I would like to store historical equity price data in a table in the SQL Azure database.
I will get around 100000 equity prices every 15 minutes and some of them may or may not change their value. So I need to store around (5000 * 32 (8 hours * 4 times) = 160000) 160000 records everyday.
Currently, the equity table has got the following structure with around 20 columns.
Equity table
---------------
ID INT PK,
Name Varchar(20),
Value Money,
Currency Varchar(10),
.......
The new table (HistoricalPrices) where I would like to store historical prices contains the following structure.
HistoricalPrices
-------------------
ID INT PK,
EquityID INT FK,
[Date] DateTime,
Value Money
If I store these 160000 records everyday, in a month my table will get around 5 million records.
My question is, how this table is going to cope with the data, do I get any performance problems with this, is there any other way in terms of maintaining this data and do I need to make any changes in the table structure etc.?
With proper indexing and clustering, performance shouldn’t be an issue with appropriate, selective queries. Traditional operational issues like backups, reindexing jobs and restricting the volumes of data returned will need consideration although this won’t be your problem with Azure.
Note that Azure DB size restrictions will probably force you to horizontally partition (shard ) at some point ( http://blogs.msdn.com/b/sqlazure/archive/2010/06/24/10029719.aspx) (Azure doesn’t support TABLE partitioning.)
http://msdn.microsoft.com/en-us/library/ms345146(v=sql.90).aspx
Also to consider is overflow of your 32 bit int PK – although at current rates you have over 50 years worth, if you track at increased frequencies (e.g. more exchanges or more stocks) you will need to consider a 64 bit INT.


**PROBLEM DESCRIPTION**
Return, from the listing below, every line that includes "JSON".

+--

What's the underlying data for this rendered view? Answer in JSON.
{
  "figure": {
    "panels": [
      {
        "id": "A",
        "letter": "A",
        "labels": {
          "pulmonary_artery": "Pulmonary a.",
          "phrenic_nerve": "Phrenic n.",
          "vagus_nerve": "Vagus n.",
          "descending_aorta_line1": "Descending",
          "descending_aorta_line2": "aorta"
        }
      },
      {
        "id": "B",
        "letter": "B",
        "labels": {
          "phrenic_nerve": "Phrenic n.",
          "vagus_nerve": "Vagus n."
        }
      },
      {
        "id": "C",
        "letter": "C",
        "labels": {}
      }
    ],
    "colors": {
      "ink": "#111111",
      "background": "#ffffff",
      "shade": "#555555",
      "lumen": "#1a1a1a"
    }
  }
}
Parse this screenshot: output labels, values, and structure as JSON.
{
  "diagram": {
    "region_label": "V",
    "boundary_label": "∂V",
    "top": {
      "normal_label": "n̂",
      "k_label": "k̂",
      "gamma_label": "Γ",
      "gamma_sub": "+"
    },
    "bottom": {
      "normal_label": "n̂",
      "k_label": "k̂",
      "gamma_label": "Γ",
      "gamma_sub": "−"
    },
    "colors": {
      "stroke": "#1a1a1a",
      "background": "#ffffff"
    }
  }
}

+--

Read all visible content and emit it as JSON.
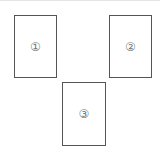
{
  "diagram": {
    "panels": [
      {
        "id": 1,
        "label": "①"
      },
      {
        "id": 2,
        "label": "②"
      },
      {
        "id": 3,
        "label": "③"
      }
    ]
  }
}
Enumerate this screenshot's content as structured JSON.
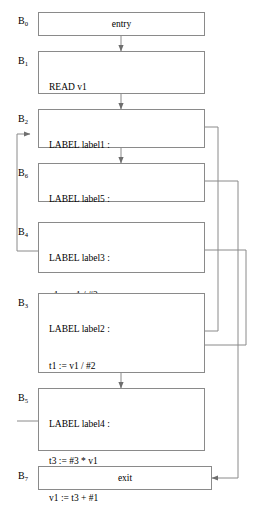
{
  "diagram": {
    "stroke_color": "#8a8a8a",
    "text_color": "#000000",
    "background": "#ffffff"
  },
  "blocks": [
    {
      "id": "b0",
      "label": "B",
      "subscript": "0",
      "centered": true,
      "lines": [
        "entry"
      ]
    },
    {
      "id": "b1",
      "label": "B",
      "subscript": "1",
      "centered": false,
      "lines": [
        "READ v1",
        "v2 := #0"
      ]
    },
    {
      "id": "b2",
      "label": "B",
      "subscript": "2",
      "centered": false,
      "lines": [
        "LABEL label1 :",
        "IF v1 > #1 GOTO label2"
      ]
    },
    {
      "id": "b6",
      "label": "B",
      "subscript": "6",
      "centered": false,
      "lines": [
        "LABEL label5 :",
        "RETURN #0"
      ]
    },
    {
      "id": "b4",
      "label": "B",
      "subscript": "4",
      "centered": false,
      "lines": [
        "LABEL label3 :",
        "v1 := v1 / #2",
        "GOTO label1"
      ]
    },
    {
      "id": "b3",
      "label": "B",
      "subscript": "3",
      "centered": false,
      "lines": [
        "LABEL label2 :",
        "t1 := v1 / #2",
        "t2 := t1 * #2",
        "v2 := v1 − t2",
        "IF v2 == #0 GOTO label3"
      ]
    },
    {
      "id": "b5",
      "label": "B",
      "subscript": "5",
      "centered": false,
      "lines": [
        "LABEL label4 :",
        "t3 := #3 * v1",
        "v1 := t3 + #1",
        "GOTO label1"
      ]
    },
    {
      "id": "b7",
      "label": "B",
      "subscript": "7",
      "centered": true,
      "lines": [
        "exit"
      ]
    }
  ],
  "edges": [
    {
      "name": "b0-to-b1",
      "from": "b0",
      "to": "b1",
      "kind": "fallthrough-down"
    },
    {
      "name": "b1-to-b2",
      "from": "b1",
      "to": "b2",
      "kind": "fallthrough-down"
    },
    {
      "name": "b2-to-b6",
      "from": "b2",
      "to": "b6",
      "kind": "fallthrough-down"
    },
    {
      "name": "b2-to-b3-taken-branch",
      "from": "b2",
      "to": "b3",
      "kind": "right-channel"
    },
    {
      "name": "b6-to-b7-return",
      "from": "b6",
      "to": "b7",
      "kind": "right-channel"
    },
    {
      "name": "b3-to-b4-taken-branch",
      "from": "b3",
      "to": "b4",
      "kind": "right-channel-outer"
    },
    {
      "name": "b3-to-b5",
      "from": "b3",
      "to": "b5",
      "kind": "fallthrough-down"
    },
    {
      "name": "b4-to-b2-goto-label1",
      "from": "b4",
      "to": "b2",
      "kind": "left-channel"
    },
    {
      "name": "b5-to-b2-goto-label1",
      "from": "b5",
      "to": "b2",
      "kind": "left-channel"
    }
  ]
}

+--

**THE ANSWER**
What's the underlying data for this rendered view? Answer in JSON.
Parse this screenshot: output labels, values, and structure as JSON.
Read all visible content and emit it as JSON.
Enumerate this screenshot's content as structured JSON.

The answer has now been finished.